Research: Security Analysts Say SOC Turnover is on the Rise

Published On: September 16, 2019Categories: Buzz, Uncategorized

CriticalStart, a Plano, Texas-based provider of Managed Detection and Response (MDR) services, has published new research revealing that Security Operations Center (SOC) analysts continue to face an overwhelming number of alerts each day that are taking longer to investigate. A growing number of these SOC analysts have come to believe that their primary job is simply to “reduce the time it takes to investigate alerts,” according to the report, which also states this phenomenon may also be a contributing factor to analyst churn.

The company’s second annual report, entitled “The Impact of Security Alert Overload,” surveyed SOC professionals across enterprises, MSSPs, and MDR providers to evaluate the state of incident response within SOCs from a variety of perspectives, including alert volume and management, business models, customer communications as well as SOC analyst training and turnover.

The survey also found that 70 percent of respondents investigate 10+ alerts each day (up from 45 percent last year) while 78 percent state that it takes 10+ minutes to investigate each alert (up from 64 percent last year). In addition, false-positives remain a struggle, with nearly half of respondents reporting a false-positive rate of 50 percent or higher, almost identical to last year.

With this volume of alerts, 38 percent say their SOC either tries to hire more analysts or turn off high-volume alerting features deemed too noisy, both up significantly from last year. The number of respondents that feel their main job responsibility is to analyze and remediate security threats has dropped dramatically from 70 percent down to 41 percent, as analysts increasingly believe their role is to reduce alert investigation time or the volume of alerts.

Nearly half of respondents say they get 20 or fewer hours of training per year.

“The research reflects what we are seeing in the industry – as SOCs get overwhelmed with alerts, they begin to ignore low to medium priority alerts, turn off or tune out noisy security applications, and try to hire more bodies in a futile attempt to keep up,” said Rob Davis, CEO at CriticalStart. “Combine that stressful work environment with no training and it becomes clear why SOC analyst churn rates are so high, which only results in enterprises being more exposed to risk and security threats.”

Channel Impact®
The data suggests that the industry needs to take a renewed focus on managing alerts, investigation time, and the volume of false-positives.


EXERCISE GOAL: Leave every picture behind and copy the rest of the entries below exactly.

THE INPUT:

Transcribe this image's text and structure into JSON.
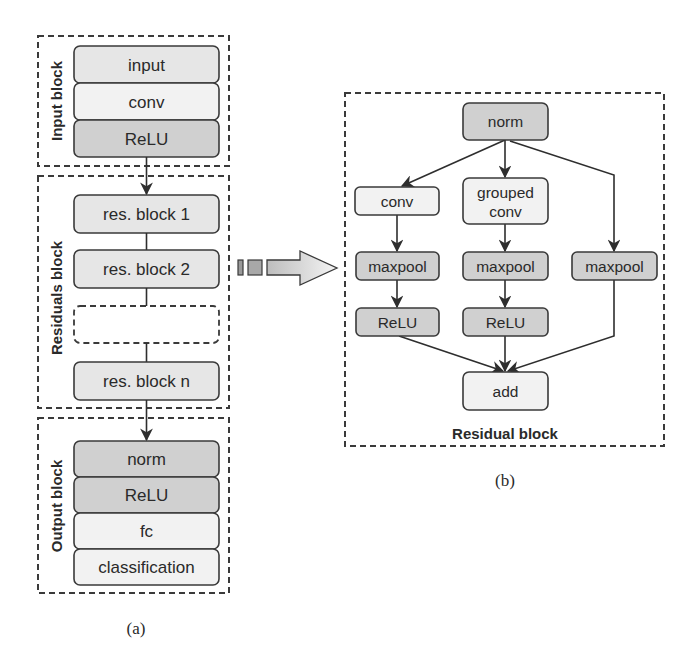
{
  "figure": {
    "panel_a": {
      "caption": "(a)",
      "input_block": {
        "label": "Input block",
        "layers": [
          {
            "label": "input",
            "shade": "mid"
          },
          {
            "label": "conv",
            "shade": "light"
          },
          {
            "label": "ReLU",
            "shade": "dark"
          }
        ]
      },
      "residuals_block": {
        "label": "Residuals block",
        "items": [
          {
            "label": "res. block 1"
          },
          {
            "label": "res. block 2"
          },
          {
            "label": ""
          },
          {
            "label": "res. block n"
          }
        ]
      },
      "output_block": {
        "label": "Output block",
        "layers": [
          {
            "label": "norm",
            "shade": "dark"
          },
          {
            "label": "ReLU",
            "shade": "dark"
          },
          {
            "label": "fc",
            "shade": "light"
          },
          {
            "label": "classification",
            "shade": "light"
          }
        ]
      }
    },
    "expand_arrow": {
      "meaning": "expands to"
    },
    "panel_b": {
      "caption": "(b)",
      "title": "Residual block",
      "nodes": {
        "norm": "norm",
        "conv": "conv",
        "grouped_conv_line1": "grouped",
        "grouped_conv_line2": "conv",
        "maxpool_1": "maxpool",
        "maxpool_2": "maxpool",
        "maxpool_3": "maxpool",
        "relu_1": "ReLU",
        "relu_2": "ReLU",
        "add": "add"
      },
      "edges": [
        [
          "norm",
          "conv"
        ],
        [
          "norm",
          "grouped conv"
        ],
        [
          "norm",
          "maxpool_3"
        ],
        [
          "conv",
          "maxpool_1"
        ],
        [
          "grouped conv",
          "maxpool_2"
        ],
        [
          "maxpool_1",
          "relu_1"
        ],
        [
          "maxpool_2",
          "relu_2"
        ],
        [
          "relu_1",
          "add"
        ],
        [
          "relu_2",
          "add"
        ],
        [
          "maxpool_3",
          "add"
        ]
      ]
    },
    "colors": {
      "light_fill": "#f2f2f2",
      "mid_fill": "#e6e6e6",
      "dark_fill": "#d0d0d0",
      "stroke": "#3a3a3a"
    }
  }
}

SOLUTION TO THE EXERCISE:
Transcribe this image's text and structure into JSON.
{
  "figure": {
    "panel_a": {
      "caption": "(a)",
      "input_block": {
        "label": "Input block",
        "layers": [
          {
            "label": "input",
            "shade": "mid"
          },
          {
            "label": "conv",
            "shade": "light"
          },
          {
            "label": "ReLU",
            "shade": "dark"
          }
        ]
      },
      "residuals_block": {
        "label": "Residuals block",
        "items": [
          {
            "label": "res. block 1"
          },
          {
            "label": "res. block 2"
          },
          {
            "label": ""
          },
          {
            "label": "res. block n"
          }
        ]
      },
      "output_block": {
        "label": "Output block",
        "layers": [
          {
            "label": "norm",
            "shade": "dark"
          },
          {
            "label": "ReLU",
            "shade": "dark"
          },
          {
            "label": "fc",
            "shade": "light"
          },
          {
            "label": "classification",
            "shade": "light"
          }
        ]
      }
    },
    "expand_arrow": {
      "meaning": "expands to"
    },
    "panel_b": {
      "caption": "(b)",
      "title": "Residual block",
      "nodes": {
        "norm": "norm",
        "conv": "conv",
        "grouped_conv_line1": "grouped",
        "grouped_conv_line2": "conv",
        "maxpool_1": "maxpool",
        "maxpool_2": "maxpool",
        "maxpool_3": "maxpool",
        "relu_1": "ReLU",
        "relu_2": "ReLU",
        "add": "add"
      },
      "edges": [
        [
          "norm",
          "conv"
        ],
        [
          "norm",
          "grouped conv"
        ],
        [
          "norm",
          "maxpool_3"
        ],
        [
          "conv",
          "maxpool_1"
        ],
        [
          "grouped conv",
          "maxpool_2"
        ],
        [
          "maxpool_1",
          "relu_1"
        ],
        [
          "maxpool_2",
          "relu_2"
        ],
        [
          "relu_1",
          "add"
        ],
        [
          "relu_2",
          "add"
        ],
        [
          "maxpool_3",
          "add"
        ]
      ]
    },
    "colors": {
      "light_fill": "#f2f2f2",
      "mid_fill": "#e6e6e6",
      "dark_fill": "#d0d0d0",
      "stroke": "#3a3a3a"
    }
  }
}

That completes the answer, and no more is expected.